Through the years, our family has had its share of Puritans, Calvinists, Methodists and Catholics. We've had members who have married within their religion, outside of their religion and one family member bought a Native American woman to be his bride. According to family records, they lived a long and fruitful (by their standards) life.

We've had abolitionists and people who fought on the Union side of the Civil War.

My grandfather (although we just call him my grandmother's first husband) was a tentative polygamist who brought home his new girlfriend to help my grandmother during the birth of her first child - my mother. My grandmother nearly killed the woman and then kicked her husband out the door, filed papers and became one of this area's first recognized divorces. She was also the first librarian at the Holt Public Library in Holt, Michigan. There's some talk that she was the one to begin the library but I'm never sure what's family conversation and what's truth in that regard.

The Puritan/Calvinist ideas of stoicism and decorum have followed this family throughout the years. At my grandfather's funeral (he was a volunteer fireman who lost his life in a grass fire) no one cried except my Uncle's wife. My grandmother leaned over, looked at my uncle and said "Joseph. Shut your wife up. We mourn in private."
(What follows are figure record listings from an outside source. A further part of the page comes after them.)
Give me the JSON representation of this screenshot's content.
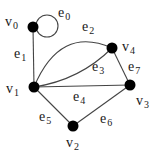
{
  "diagram": {
    "type": "graph",
    "vertices": [
      {
        "id": "v0",
        "name": "v",
        "index": "0",
        "x": 33,
        "y": 27,
        "label_x": 5,
        "label_y": 15
      },
      {
        "id": "v1",
        "name": "v",
        "index": "1",
        "x": 34,
        "y": 87,
        "label_x": 6,
        "label_y": 82
      },
      {
        "id": "v2",
        "name": "v",
        "index": "2",
        "x": 73,
        "y": 126,
        "label_x": 66,
        "label_y": 138
      },
      {
        "id": "v3",
        "name": "v",
        "index": "3",
        "x": 130,
        "y": 85,
        "label_x": 136,
        "label_y": 95
      },
      {
        "id": "v4",
        "name": "v",
        "index": "4",
        "x": 112,
        "y": 48,
        "label_x": 122,
        "label_y": 42
      }
    ],
    "edges": [
      {
        "id": "e0",
        "name": "e",
        "index": "0",
        "from": "v0",
        "to": "v0",
        "kind": "loop",
        "label_x": 58,
        "label_y": 6
      },
      {
        "id": "e1",
        "name": "e",
        "index": "1",
        "from": "v0",
        "to": "v1",
        "kind": "straight",
        "label_x": 14,
        "label_y": 47
      },
      {
        "id": "e2",
        "name": "e",
        "index": "2",
        "from": "v1",
        "to": "v4",
        "kind": "arc-high",
        "label_x": 82,
        "label_y": 20
      },
      {
        "id": "e3",
        "name": "e",
        "index": "3",
        "from": "v1",
        "to": "v4",
        "kind": "arc-low",
        "label_x": 92,
        "label_y": 61
      },
      {
        "id": "e4",
        "name": "e",
        "index": "4",
        "from": "v1",
        "to": "v3",
        "kind": "straight",
        "label_x": 73,
        "label_y": 92
      },
      {
        "id": "e5",
        "name": "e",
        "index": "5",
        "from": "v1",
        "to": "v2",
        "kind": "straight",
        "label_x": 39,
        "label_y": 110
      },
      {
        "id": "e6",
        "name": "e",
        "index": "6",
        "from": "v2",
        "to": "v3",
        "kind": "straight",
        "label_x": 100,
        "label_y": 112
      },
      {
        "id": "e7",
        "name": "e",
        "index": "7",
        "from": "v4",
        "to": "v3",
        "kind": "straight",
        "label_x": 128,
        "label_y": 60
      }
    ],
    "colors": {
      "node": "#000000",
      "edge": "#444444",
      "text": "#1a1a1a",
      "background": "#ffffff"
    }
  }
}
My mother is a very pragmatic woman who rarely gets emotional - except when discussing how she feels about my father. And I am embarrassed to no end by my tears and will do nearly anything to avoid people seeing me that way.

On my father's side, it's said that he comes from a lineage that includes a Duke. However, what I've discovered in my searches is that the claim to noble lineage is kind of predominant in Polish families and since a few world wars have destroyed any paperwork that might have existed to prove or disprove such allegations, there's no way of knowing - but it's fun to contemplate anyway. My grandfather was part of the immigration movement of the 1900s and came in through Ellis Island. However, since he was very young, he never remembered any of that - even when Alzheimers stole everything but his past memories.

I know that my grandmother's family came from Serbia and that her uncle was chased throughout Europe by the Black Hands. He was eventually hunted down and killed but no one knows for sure where. Her father escaped with his wife and children to the United States to avoid that same thing happening to him. My grandmother was born here.

When my grandmother and grandfather met, their parents were not happy - on either side of the Polish/Serbian fence. They were 16 and 19 respectively when they eloped. They were married and desperately in love from the moment they met until the day my grandfather passed away - and he was the last of them to go. My grandfather tried coal mining when he was newly married but went down once and swore he'd never go down again. We still have some of the equipment of his short run at the mining industry. Instead he became a glass blower for a while.

When Detroit became an industrial giant, he packed my grandmother, all their belongings - including the bathtub - and moved to Detroit from a small town in Ohio. Detroit at that time was a city of neighborhoods and Hamtramck was the home of the Polish culture in this area. It was there my father was born. He was a part of the history of Detroit, being a musician, teacher and all around good guy.

Both of my parents were school teachers. Now, more than 20 years after they retired from their jobs, I continue to come across their former students everywhere I go, although truth be told, more of them remember my father than they do my mother even though they would have had them both as teachers. My parents have touched the world in ways they still doesn't know about. Even now, one of my co-workers was one of their students.

When my father and mother met, it was a Catholic meeting a daughter of the Masons and her mother was not very pleased at all. It took the person I always called my grandfather (my mother's step father) to say "Marge, they're not asking for your permission or blessing. They're just politely informing you that it's happening. Shut up."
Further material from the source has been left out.